Givaros (Jivaros, Xivaros), a powerful Indian nation of Ecuador, where they occupy the forests on the eastern slope of the Andes along the banks of the Paute and other northern headwaters of the Amazons. They are a tall, vigorous people, very fierce and warlike, occupied chiefly with fishing and hunting, and also raising large herds of swine. In battle and on festive occasions they wear attached to a long tress of the hair the heads of the enemy slain by their own hands, prepared with much skill and reduced to about the size of a large apple by extracting all the bones from their integument. The usual arms are iron and wooden spears and darts, besides the blow-pipe, with which poisoned arrows are shot to a great distance with surprising accuracy. The dress is reduced to a simple loincloth, dyed a deep yellow, and the whole body is usually painted a yellowish-red and streaked with long black lines.
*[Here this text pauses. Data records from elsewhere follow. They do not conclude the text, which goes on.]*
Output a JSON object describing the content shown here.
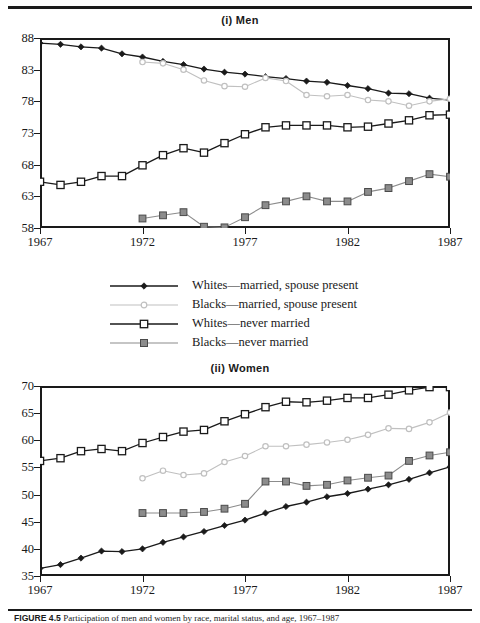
{
  "figure": {
    "caption_label": "FIGURE 4.5",
    "caption_text": "Participation of men and women by race, marital status, and age, 1967–1987"
  },
  "legend": {
    "items": [
      {
        "label": "Whites—married, spouse present",
        "key": "line-filled-diamond",
        "color": "#1a1a1a",
        "marker": "filled-diamond"
      },
      {
        "label": "Blacks—married, spouse present",
        "key": "line-open-circle",
        "color": "#c0c0c0",
        "marker": "open-circle"
      },
      {
        "label": "Whites—never married",
        "key": "line-open-square",
        "color": "#1a1a1a",
        "marker": "open-square"
      },
      {
        "label": "Blacks—never married",
        "key": "line-filled-square",
        "color": "#8c8c8c",
        "marker": "filled-square"
      }
    ]
  },
  "chart_data": [
    {
      "type": "line",
      "title": "(i) Men",
      "xlabel": "",
      "ylabel": "",
      "x": [
        1967,
        1968,
        1969,
        1970,
        1971,
        1972,
        1973,
        1974,
        1975,
        1976,
        1977,
        1978,
        1979,
        1980,
        1981,
        1982,
        1983,
        1984,
        1985,
        1986,
        1987
      ],
      "xlim": [
        1967,
        1987
      ],
      "ylim": [
        58,
        88
      ],
      "xticks": [
        1967,
        1972,
        1977,
        1982,
        1987
      ],
      "yticks": [
        58,
        63,
        68,
        73,
        78,
        83,
        88
      ],
      "grid": false,
      "legend_position": "below-panel",
      "series": [
        {
          "name": "Whites—married, spouse present",
          "color": "#1a1a1a",
          "marker": "filled-diamond",
          "values": [
            87.2,
            87.0,
            86.6,
            86.4,
            85.5,
            85.0,
            84.3,
            83.8,
            83.1,
            82.6,
            82.3,
            81.9,
            81.6,
            81.2,
            81.0,
            80.5,
            80.0,
            79.3,
            79.2,
            78.5,
            78.2
          ]
        },
        {
          "name": "Blacks—married, spouse present",
          "color": "#c0c0c0",
          "marker": "open-circle",
          "values": [
            null,
            null,
            null,
            null,
            null,
            84.2,
            84.0,
            83.0,
            81.3,
            80.4,
            80.3,
            81.7,
            81.2,
            79.0,
            78.8,
            79.0,
            78.2,
            78.0,
            77.3,
            78.0,
            78.4
          ]
        },
        {
          "name": "Whites—never married",
          "color": "#1a1a1a",
          "marker": "open-square",
          "values": [
            65.3,
            64.8,
            65.3,
            66.2,
            66.2,
            67.9,
            69.5,
            70.6,
            69.9,
            71.4,
            72.8,
            73.9,
            74.2,
            74.2,
            74.2,
            73.9,
            74.0,
            74.5,
            75.0,
            75.8,
            75.9
          ]
        },
        {
          "name": "Blacks—never married",
          "color": "#8c8c8c",
          "marker": "filled-square",
          "values": [
            null,
            null,
            null,
            null,
            null,
            59.5,
            60.0,
            60.5,
            58.2,
            58.1,
            59.7,
            61.6,
            62.2,
            63.0,
            62.2,
            62.2,
            63.7,
            64.3,
            65.4,
            66.5,
            66.1
          ]
        }
      ]
    },
    {
      "type": "line",
      "title": "(ii) Women",
      "xlabel": "",
      "ylabel": "",
      "x": [
        1967,
        1968,
        1969,
        1970,
        1971,
        1972,
        1973,
        1974,
        1975,
        1976,
        1977,
        1978,
        1979,
        1980,
        1981,
        1982,
        1983,
        1984,
        1985,
        1986,
        1987
      ],
      "xlim": [
        1967,
        1987
      ],
      "ylim": [
        35,
        70
      ],
      "xticks": [
        1967,
        1972,
        1977,
        1982,
        1987
      ],
      "yticks": [
        35,
        40,
        45,
        50,
        55,
        60,
        65,
        70
      ],
      "grid": false,
      "legend_position": "above-panel",
      "series": [
        {
          "name": "Whites—married, spouse present",
          "color": "#1a1a1a",
          "marker": "filled-diamond",
          "values": [
            36.4,
            37.1,
            38.3,
            39.6,
            39.5,
            40.0,
            41.2,
            42.2,
            43.2,
            44.3,
            45.3,
            46.6,
            47.8,
            48.6,
            49.6,
            50.2,
            51.0,
            51.8,
            52.8,
            54.0,
            55.1
          ]
        },
        {
          "name": "Blacks—married, spouse present",
          "color": "#c0c0c0",
          "marker": "open-circle",
          "values": [
            null,
            null,
            null,
            null,
            null,
            53.0,
            54.4,
            53.6,
            53.9,
            56.0,
            57.1,
            58.9,
            58.9,
            59.2,
            59.6,
            60.1,
            61.0,
            62.2,
            62.1,
            63.3,
            65.1
          ]
        },
        {
          "name": "Whites—never married",
          "color": "#1a1a1a",
          "marker": "open-square",
          "values": [
            56.2,
            56.7,
            58.0,
            58.4,
            58.0,
            59.5,
            60.6,
            61.6,
            61.9,
            63.5,
            64.8,
            66.1,
            67.1,
            67.0,
            67.3,
            67.8,
            67.8,
            68.4,
            69.2,
            69.8,
            69.8
          ]
        },
        {
          "name": "Blacks—never married",
          "color": "#8c8c8c",
          "marker": "filled-square",
          "values": [
            null,
            null,
            null,
            null,
            null,
            46.6,
            46.6,
            46.6,
            46.8,
            47.4,
            48.3,
            52.4,
            52.4,
            51.6,
            51.8,
            52.6,
            53.1,
            53.5,
            56.2,
            57.2,
            57.8
          ]
        }
      ]
    }
  ]
}
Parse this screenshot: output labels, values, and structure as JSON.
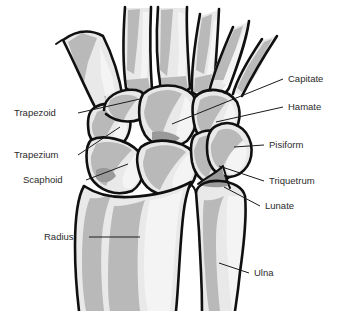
{
  "figure": {
    "background_color": "#ffffff",
    "outline_color": "#101010",
    "bone_fill_color": "#e9e9e9",
    "bone_shadow_color": "#b9b9b9",
    "bone_shadow_dark_color": "#9a9a9a",
    "label_text_color": "#2b2b2b"
  },
  "labels": {
    "trapezoid": {
      "text": "Trapezoid",
      "side": "left"
    },
    "trapezium": {
      "text": "Trapezium",
      "side": "left"
    },
    "scaphoid": {
      "text": "Scaphoid",
      "side": "left"
    },
    "radius": {
      "text": "Radius",
      "side": "left"
    },
    "capitate": {
      "text": "Capitate",
      "side": "right"
    },
    "hamate": {
      "text": "Hamate",
      "side": "right"
    },
    "pisiform": {
      "text": "Pisiform",
      "side": "right"
    },
    "triquetrum": {
      "text": "Triquetrum",
      "side": "right"
    },
    "lunate": {
      "text": "Lunate",
      "side": "right"
    },
    "ulna": {
      "text": "Ulna",
      "side": "right"
    }
  }
}
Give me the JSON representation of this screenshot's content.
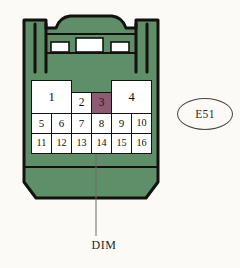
{
  "diagram": {
    "type": "connector-pinout",
    "title": "E51",
    "body_color": "#5f8f68",
    "outline_color": "#14110f",
    "background_color": "#fbfaf7",
    "highlight_color": "#8e5c72",
    "pin_fill_color": "#ffffff"
  },
  "connector": {
    "name": "connector-body",
    "latch": {
      "name": "top-latch",
      "blocks": [
        "latch-block-left",
        "latch-block-center",
        "latch-block-right"
      ]
    },
    "ribs": [
      "left-rib",
      "right-rib"
    ]
  },
  "pins": {
    "top_row": [
      {
        "number": "1",
        "span": 2,
        "highlighted": false
      },
      {
        "number": "2",
        "span": 1,
        "highlighted": false
      },
      {
        "number": "3",
        "span": 1,
        "highlighted": true
      },
      {
        "number": "4",
        "span": 2,
        "highlighted": false
      }
    ],
    "middle_row": [
      {
        "number": "5",
        "highlighted": false
      },
      {
        "number": "6",
        "highlighted": false
      },
      {
        "number": "7",
        "highlighted": false
      },
      {
        "number": "8",
        "highlighted": false
      },
      {
        "number": "9",
        "highlighted": false
      },
      {
        "number": "10",
        "highlighted": false
      }
    ],
    "bottom_row": [
      {
        "number": "11",
        "highlighted": false
      },
      {
        "number": "12",
        "highlighted": false
      },
      {
        "number": "13",
        "highlighted": false
      },
      {
        "number": "14",
        "highlighted": false
      },
      {
        "number": "15",
        "highlighted": false
      },
      {
        "number": "16",
        "highlighted": false
      }
    ]
  },
  "callout": {
    "connector_id": "E51"
  },
  "annotation": {
    "signal_label": "DIM",
    "points_to_pin": "3"
  }
}
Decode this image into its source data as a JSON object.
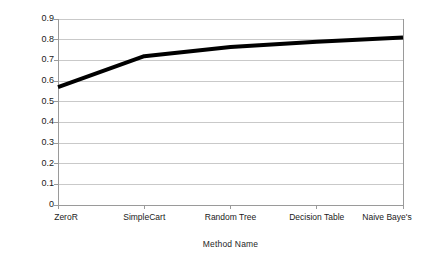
{
  "chart_data": {
    "type": "line",
    "title": "",
    "xlabel": "Method Name",
    "ylabel": "Recall",
    "categories": [
      "ZeroR",
      "SimpleCart",
      "Random Tree",
      "Decision Table",
      "Naive Baye's"
    ],
    "values": [
      0.57,
      0.72,
      0.765,
      0.79,
      0.81
    ],
    "series": [
      {
        "name": "Recall",
        "values": [
          0.57,
          0.72,
          0.765,
          0.79,
          0.81
        ],
        "color": "#000000"
      }
    ],
    "ylim": [
      0,
      0.9
    ],
    "ytick_labels": [
      "0.9",
      "0.8",
      "0.7",
      "0.6",
      "0.5",
      "0.4",
      "0.3",
      "0.2",
      "0.1",
      "0"
    ],
    "ytick_values": [
      0.9,
      0.8,
      0.7,
      0.6,
      0.5,
      0.4,
      0.3,
      0.2,
      0.1,
      0
    ],
    "grid": "horizontal",
    "legend": "none",
    "line_width_px": 4,
    "grid_color": "#c9c9c9",
    "axis_color": "#9a9a9a",
    "background": "#ffffff"
  },
  "axes": {
    "y_title": "Recall",
    "x_title": "Method Name"
  }
}
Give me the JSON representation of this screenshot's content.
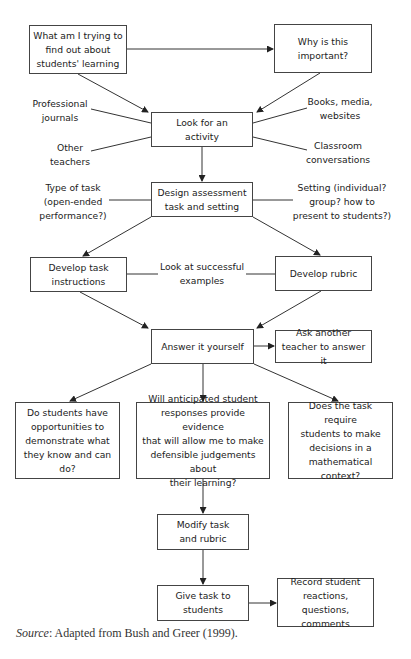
{
  "nodes": {
    "question": "What am I trying to\nfind out about\nstudents' learning",
    "why": "Why is this\nimportant?",
    "look": "Look for an\nactivity",
    "design": "Design assessment\ntask and setting",
    "dev_instructions": "Develop task\ninstructions",
    "dev_rubric": "Develop rubric",
    "answer": "Answer it yourself",
    "ask_another": "Ask another\nteacher to answer it",
    "q_opportunities": "Do students have\nopportunities to\ndemonstrate what\nthey know and can\ndo?",
    "q_evidence": "Will anticipated student\nresponses provide evidence\nthat will allow me to make\ndefensible judgements about\ntheir learning?",
    "q_context": "Does the task require\nstudents to make\ndecisions in a\nmathematical\ncontext?",
    "modify": "Modify task\nand rubric",
    "give": "Give task to\nstudents",
    "record": "Record student\nreactions, questions,\ncomments"
  },
  "labels": {
    "journals": "Professional\njournals",
    "other_teachers": "Other\nteachers",
    "books": "Books, media,\nwebsites",
    "classroom": "Classroom\nconversations",
    "type_of_task": "Type of task\n(open-ended\nperformance?)",
    "setting": "Setting (individual?\ngroup? how to\npresent to students?)",
    "examples": "Look at successful\nexamples"
  },
  "source": {
    "prefix": "Source",
    "text": ": Adapted from Bush and Greer (1999)."
  },
  "colors": {
    "line": "#333333",
    "border": "#444444"
  }
}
The Givaro language is extremely harsh, and entirely different from the Kicina, which is the current speech of most of the other Indians in the eastern parts of Ecuador.

Hitherto these primitive wild tribes had kept entirely aloof from the whites and other settled populations; but about 1870 some French missionaries penetrated amongst them, and established a central station at Gualaquiza on the Rio Rosario, 95 miles S.E. of Cuenca. (Annates de la Propagation de la Foi, September, 1871.)